Previously RS handled all the requests in an event loop, leading to
issues with connections being started in the middle of other connections
being started (and potentially blowing up the stack), ultimately causing
requests to be delayed because of other requests.
This commit reworks the way we handle these (specifically starting
connections) by first serialising the requests, and then performing them
in multiple threads concurrently; which yields a significant loading
performance and reliability increase.
Previously sharing a Timer/Notifier between threads (or just handing
its ownership to another thread) lead to a crash as they are
thread-specific.
This commit makes it so we can handle mutation (i.e. just deletion
or unregistering) in a thread-safe and lockfree manner.
The VERIFY assumed that we either have a finally block which we already
visited through a previous boundary or have no finally block what so
ever; But since 301a1fc763 we propagate
finalizers through unwind scopes breaking that assumption.
This allows readonly attributes and functions to have a 'FIXME' extended
attribute added to the IDL definition to stub out the function. This
makes debugging web compatibility issues on live sites much easier as a
FIXME message is logged whenever one of these functions or attributes
are called.
Support still needs to be extended to non-readonly attributes (and some
other special cases), but this should allow us to set a big percentage
of the commented out attributes/functions in IDL files to instead use
this extended attribute.
I saw that this not being implemented was causing a javascript exception
to be thrown when loading https://profiler.firefox.com/.

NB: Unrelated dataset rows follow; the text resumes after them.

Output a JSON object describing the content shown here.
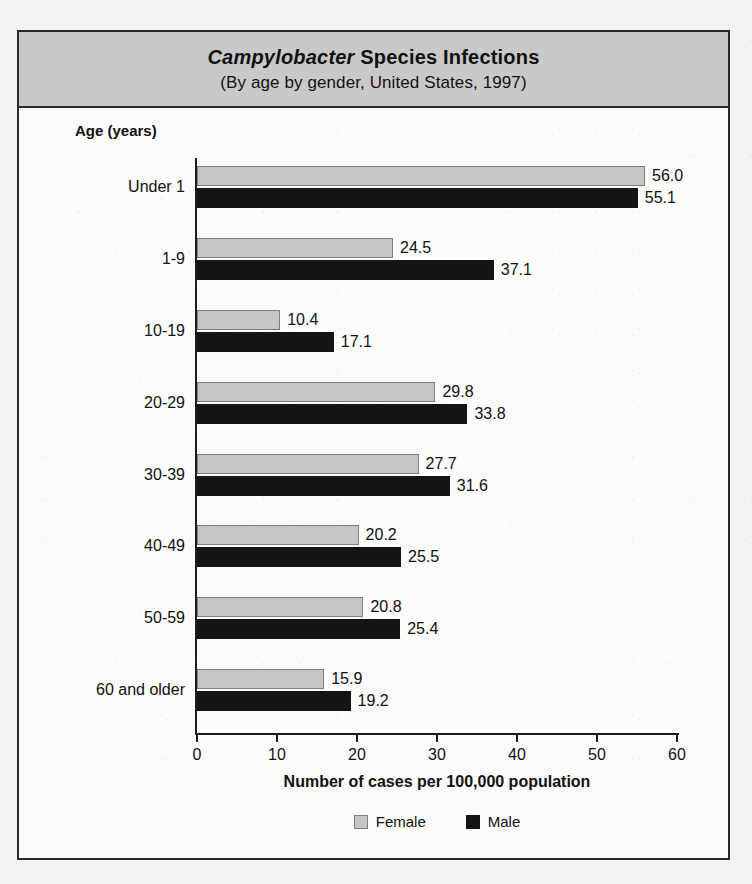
{
  "figure": {
    "title_prefix": "Campylobacter",
    "title_rest": " Species Infections",
    "subtitle": "(By age by gender, United States, 1997)",
    "axis_header": "Age (years)"
  },
  "legend": {
    "position": "bottom-center",
    "items": [
      {
        "label": "Female",
        "color": "#c6c6c6",
        "swatch": "female-swatch"
      },
      {
        "label": "Male",
        "color": "#141414",
        "swatch": "male-swatch"
      }
    ]
  },
  "chart_data": {
    "type": "bar",
    "orientation": "horizontal",
    "title": "Campylobacter Species Infections",
    "subtitle": "(By age by gender, United States, 1997)",
    "xlabel": "Number of cases per 100,000 population",
    "ylabel": "Age (years)",
    "xlim": [
      0,
      60
    ],
    "xticks": [
      0,
      10,
      20,
      30,
      40,
      50,
      60
    ],
    "grid": false,
    "legend_position": "bottom-center",
    "categories": [
      "Under 1",
      "1-9",
      "10-19",
      "20-29",
      "30-39",
      "40-49",
      "50-59",
      "60 and older"
    ],
    "series": [
      {
        "name": "Female",
        "color": "#c6c6c6",
        "values": [
          56.0,
          24.5,
          10.4,
          29.8,
          27.7,
          20.2,
          20.8,
          15.9
        ],
        "labels": [
          "56.0",
          "24.5",
          "10.4",
          "29.8",
          "27.7",
          "20.2",
          "20.8",
          "15.9"
        ]
      },
      {
        "name": "Male",
        "color": "#141414",
        "values": [
          55.1,
          37.1,
          17.1,
          33.8,
          31.6,
          25.5,
          25.4,
          19.2
        ],
        "labels": [
          "55.1",
          "37.1",
          "17.1",
          "33.8",
          "31.6",
          "25.5",
          "25.4",
          "19.2"
        ]
      }
    ]
  },
  "bleed_text": [
    "a report of cases from the surveillance",
    "incidence rate per 100,000 persons",
    "with data collected during 1997",
    "the number of laboratory confirmed",
    "cases reported to the state health",
    "Campylobacter jejuni remains among",
    "the most commonly isolated",
    "bacterial enteric pathogens",
    "surveillance network sites",
    "age and gender distribution"
  ]
}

I was hoping that like the last time that partially implementing this
interface would allow the page to load further, but it seems that this
is unfortunately not the case this time!
However, this may help other pages load slightly further, and puts some
of the scaffolding in place for a proper implementation :^)
For now, this slot is always 0 - (the default value per spec). But
once we start actually processing audio streams this internal slot
should be changed correspondingly.
This will help us in detecting potential web compatability issues from
not having this implemented.
While we're at it, update the spec link, as it was moved from the DOM
parsing spec to the HTML one, and implement this function in a manner
that closr resembles spec text.
To determine the palette of colors we use the median cut algorithm.
While being a correct implementation, enhancements are obviously
existing on both the median cut algorithm and the encoding side.
This is useful to find the best matching color palette from an existing
bitmap. It can be used in PixelPaint but also in encoders of old image
formats that only support indexed colors e.g. GIF.